On Monday, December 28, 2020 7:14 AM, Laurențiu Păncescu lpancescu@centosproject.org wrote:
On 12/28/20 1:30 PM, redbaronbrowser via CentOS-devel wrote:
In my experience, the prep section of building a kernel always amounts to less than 1% of the overall build time. There is no time savings by pre-applying the patches that justifies the lack of time savings.
This started with RHEL 6, and the likely motivation was to hinder Oracle Enterprise Linux, not to save build time.[1] According to Wikipedia, Oracle even provides a service breaking down Red Hat's huge diff from upstream into individual patches, not sure how effective the Red Hat approach is, if the goal is indeed to stop OEL.[2, last paragraph]
[1] http://www.h-online.com/open/news/item/Controversy-surrounds-Red-Hat-s-obfus... [2] https://en.wikipedia.org/wiki/Red_Hat_Enterprise_Linux#Rebuilds
I understand the history of the of obfuscation. But keep in mind that RHEL 6 goes back to 2010 long before CentOS joining Red Hat. We accepted some limitations of being a downstream clone. That having CentOS completely separate from Red Hat is going to have specific realities that come with it. One of those realities is the upstream sets the policy. That the openness gap created by those upstream policies were out of scope for CentOS.
Things are very different to have a governance meeting which had Chris Wright, Brain Exelbierd, Rich Bowen and Carl Trieloff. Are these considered to be active members of the CentOS community or mostly employees expected to make Red Hat's interests a priority?
With those type of people at the meeting, they should have been able to make deobfuscating the patches part of balancing CentOS' needs when being switched to being the upstream provider. Clearly balancing the needs of CentOS and closing the openness gap was not priorities of that meeting.
Despite that, Karsten Wade still felt it completely appropriate to post a blog post about this closing the openness gap.
The contradictions don't stop there.
We have had Red Hat employees asking us if we would be interested in taking part in an OpenStack SIG. Red Hat being interested in there being such a CentOS SIG would be consistent with them having put Rich Bowen on the governance board.
But then we have Mike McGrath explain Red Hat is not striving for CentOS to be enterprise grade and it is a mistake for anyone to think otherwise.
I have been involved in the OpenStack community but there is no way I want to be involved in an OpenStack SIG for CentOS now. There is no such thing as a personal-edition of OpenStack. There is a no point in having an OpenStack SIG for a CentOS which should never be mistaken for being enterprise grade.
None of this balancing the needs of CentOS.
We get the downsides of being an upstream and not the upsides of having an the openness gap fixed for the kernel SRPM.
We get the downside of being asked to put in the work for an OpenStack SIG but also told not to expect things to be enterprise grade.
The biopolar nature of the direction we should expect of Stream is just making my head spin.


● Work to be completed: Copy all of the material below, line for line.

════════════════

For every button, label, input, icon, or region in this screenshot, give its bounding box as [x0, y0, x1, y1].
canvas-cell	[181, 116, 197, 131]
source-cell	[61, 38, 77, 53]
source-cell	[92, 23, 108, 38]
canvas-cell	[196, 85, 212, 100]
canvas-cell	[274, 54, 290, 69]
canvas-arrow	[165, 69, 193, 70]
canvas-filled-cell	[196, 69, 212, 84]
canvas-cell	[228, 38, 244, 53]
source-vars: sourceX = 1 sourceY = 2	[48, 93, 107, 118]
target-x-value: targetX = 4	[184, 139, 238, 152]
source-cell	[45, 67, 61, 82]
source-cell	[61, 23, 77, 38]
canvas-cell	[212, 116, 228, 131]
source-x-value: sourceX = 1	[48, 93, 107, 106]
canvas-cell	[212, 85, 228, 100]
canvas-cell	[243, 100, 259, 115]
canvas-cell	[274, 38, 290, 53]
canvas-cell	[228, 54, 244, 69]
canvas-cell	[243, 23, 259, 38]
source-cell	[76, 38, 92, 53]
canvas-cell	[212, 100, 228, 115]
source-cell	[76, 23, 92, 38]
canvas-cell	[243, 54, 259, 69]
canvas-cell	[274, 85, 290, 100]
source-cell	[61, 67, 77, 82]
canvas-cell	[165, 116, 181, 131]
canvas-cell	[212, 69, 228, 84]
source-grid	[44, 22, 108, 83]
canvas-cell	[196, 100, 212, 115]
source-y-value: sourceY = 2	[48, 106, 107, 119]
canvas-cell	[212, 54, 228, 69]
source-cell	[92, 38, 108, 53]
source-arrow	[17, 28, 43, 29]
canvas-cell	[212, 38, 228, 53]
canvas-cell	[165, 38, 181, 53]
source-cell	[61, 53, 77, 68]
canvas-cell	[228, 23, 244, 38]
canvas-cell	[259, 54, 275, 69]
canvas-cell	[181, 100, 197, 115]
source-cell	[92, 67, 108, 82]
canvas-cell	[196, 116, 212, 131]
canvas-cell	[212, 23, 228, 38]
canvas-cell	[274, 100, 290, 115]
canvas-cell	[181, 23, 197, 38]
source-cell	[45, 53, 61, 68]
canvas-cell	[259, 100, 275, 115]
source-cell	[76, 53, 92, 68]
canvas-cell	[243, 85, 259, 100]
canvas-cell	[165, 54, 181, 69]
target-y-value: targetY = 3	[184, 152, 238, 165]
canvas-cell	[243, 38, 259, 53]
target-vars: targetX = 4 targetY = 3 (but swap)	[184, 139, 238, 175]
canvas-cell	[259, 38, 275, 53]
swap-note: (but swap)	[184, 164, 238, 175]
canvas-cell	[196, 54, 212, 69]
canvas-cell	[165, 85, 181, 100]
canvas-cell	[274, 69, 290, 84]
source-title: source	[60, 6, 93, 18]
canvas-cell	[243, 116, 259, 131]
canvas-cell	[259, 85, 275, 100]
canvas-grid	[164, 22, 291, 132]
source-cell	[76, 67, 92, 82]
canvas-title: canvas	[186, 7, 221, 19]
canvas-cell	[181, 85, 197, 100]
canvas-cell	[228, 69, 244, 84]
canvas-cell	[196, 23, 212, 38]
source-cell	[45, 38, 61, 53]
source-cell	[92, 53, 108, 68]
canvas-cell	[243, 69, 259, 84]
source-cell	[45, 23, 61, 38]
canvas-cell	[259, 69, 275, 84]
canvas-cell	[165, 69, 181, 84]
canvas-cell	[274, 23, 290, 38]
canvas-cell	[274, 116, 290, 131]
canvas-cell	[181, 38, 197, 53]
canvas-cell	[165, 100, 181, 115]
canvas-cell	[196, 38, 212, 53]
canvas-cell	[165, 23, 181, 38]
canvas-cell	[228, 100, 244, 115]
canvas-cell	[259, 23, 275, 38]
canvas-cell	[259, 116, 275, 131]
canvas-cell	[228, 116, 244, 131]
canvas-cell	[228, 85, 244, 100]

════════════════

● Answer section:
For every button, label, input, icon, or region in this screenshot, give its bounding box as [x0, y0, x1, y1].
canvas-cell	[181, 116, 197, 131]
source-cell	[61, 38, 77, 53]
source-cell	[92, 23, 108, 38]
canvas-cell	[196, 85, 212, 100]
canvas-cell	[274, 54, 290, 69]
canvas-arrow	[165, 69, 193, 70]
canvas-filled-cell	[196, 69, 212, 84]
canvas-cell	[228, 38, 244, 53]
source-vars: sourceX = 1 sourceY = 2	[48, 93, 107, 118]
target-x-value: targetX = 4	[184, 139, 238, 152]
source-cell	[45, 67, 61, 82]
source-cell	[61, 23, 77, 38]
canvas-cell	[212, 116, 228, 131]
source-x-value: sourceX = 1	[48, 93, 107, 106]
canvas-cell	[212, 85, 228, 100]
canvas-cell	[243, 100, 259, 115]
canvas-cell	[274, 38, 290, 53]
canvas-cell	[228, 54, 244, 69]
canvas-cell	[243, 23, 259, 38]
source-cell	[76, 38, 92, 53]
canvas-cell	[212, 100, 228, 115]
source-cell	[76, 23, 92, 38]
canvas-cell	[243, 54, 259, 69]
canvas-cell	[274, 85, 290, 100]
source-cell	[61, 67, 77, 82]
canvas-cell	[165, 116, 181, 131]
canvas-cell	[212, 69, 228, 84]
source-grid	[44, 22, 108, 83]
canvas-cell	[196, 100, 212, 115]
source-y-value: sourceY = 2	[48, 106, 107, 119]
canvas-cell	[212, 54, 228, 69]
source-cell	[92, 38, 108, 53]
source-arrow	[17, 28, 43, 29]
canvas-cell	[212, 38, 228, 53]
canvas-cell	[165, 38, 181, 53]
source-cell	[61, 53, 77, 68]
canvas-cell	[228, 23, 244, 38]
canvas-cell	[259, 54, 275, 69]
canvas-cell	[181, 100, 197, 115]
source-cell	[92, 67, 108, 82]
canvas-cell	[196, 116, 212, 131]
canvas-cell	[212, 23, 228, 38]
canvas-cell	[274, 100, 290, 115]
canvas-cell	[181, 23, 197, 38]
source-cell	[45, 53, 61, 68]
canvas-cell	[259, 100, 275, 115]
source-cell	[76, 53, 92, 68]
canvas-cell	[243, 85, 259, 100]
canvas-cell	[165, 54, 181, 69]
target-y-value: targetY = 3	[184, 152, 238, 165]
canvas-cell	[243, 38, 259, 53]
target-vars: targetX = 4 targetY = 3 (but swap)	[184, 139, 238, 175]
canvas-cell	[259, 38, 275, 53]
swap-note: (but swap)	[184, 164, 238, 175]
canvas-cell	[196, 54, 212, 69]
canvas-cell	[165, 85, 181, 100]
canvas-cell	[274, 69, 290, 84]
source-title: source	[60, 6, 93, 18]
canvas-cell	[243, 116, 259, 131]
canvas-cell	[259, 85, 275, 100]
canvas-grid	[164, 22, 291, 132]
source-cell	[76, 67, 92, 82]
canvas-title: canvas	[186, 7, 221, 19]
canvas-cell	[181, 85, 197, 100]
canvas-cell	[228, 69, 244, 84]
canvas-cell	[196, 23, 212, 38]
source-cell	[45, 38, 61, 53]
source-cell	[92, 53, 108, 68]
canvas-cell	[243, 69, 259, 84]
source-cell	[45, 23, 61, 38]
canvas-cell	[259, 69, 275, 84]
canvas-cell	[165, 69, 181, 84]
canvas-cell	[274, 23, 290, 38]
canvas-cell	[274, 116, 290, 131]
canvas-cell	[181, 38, 197, 53]
canvas-cell	[165, 100, 181, 115]
canvas-cell	[196, 38, 212, 53]
canvas-cell	[165, 23, 181, 38]
canvas-cell	[228, 100, 244, 115]
canvas-cell	[259, 23, 275, 38]
canvas-cell	[259, 116, 275, 131]
canvas-cell	[228, 116, 244, 131]
canvas-cell	[228, 85, 244, 100]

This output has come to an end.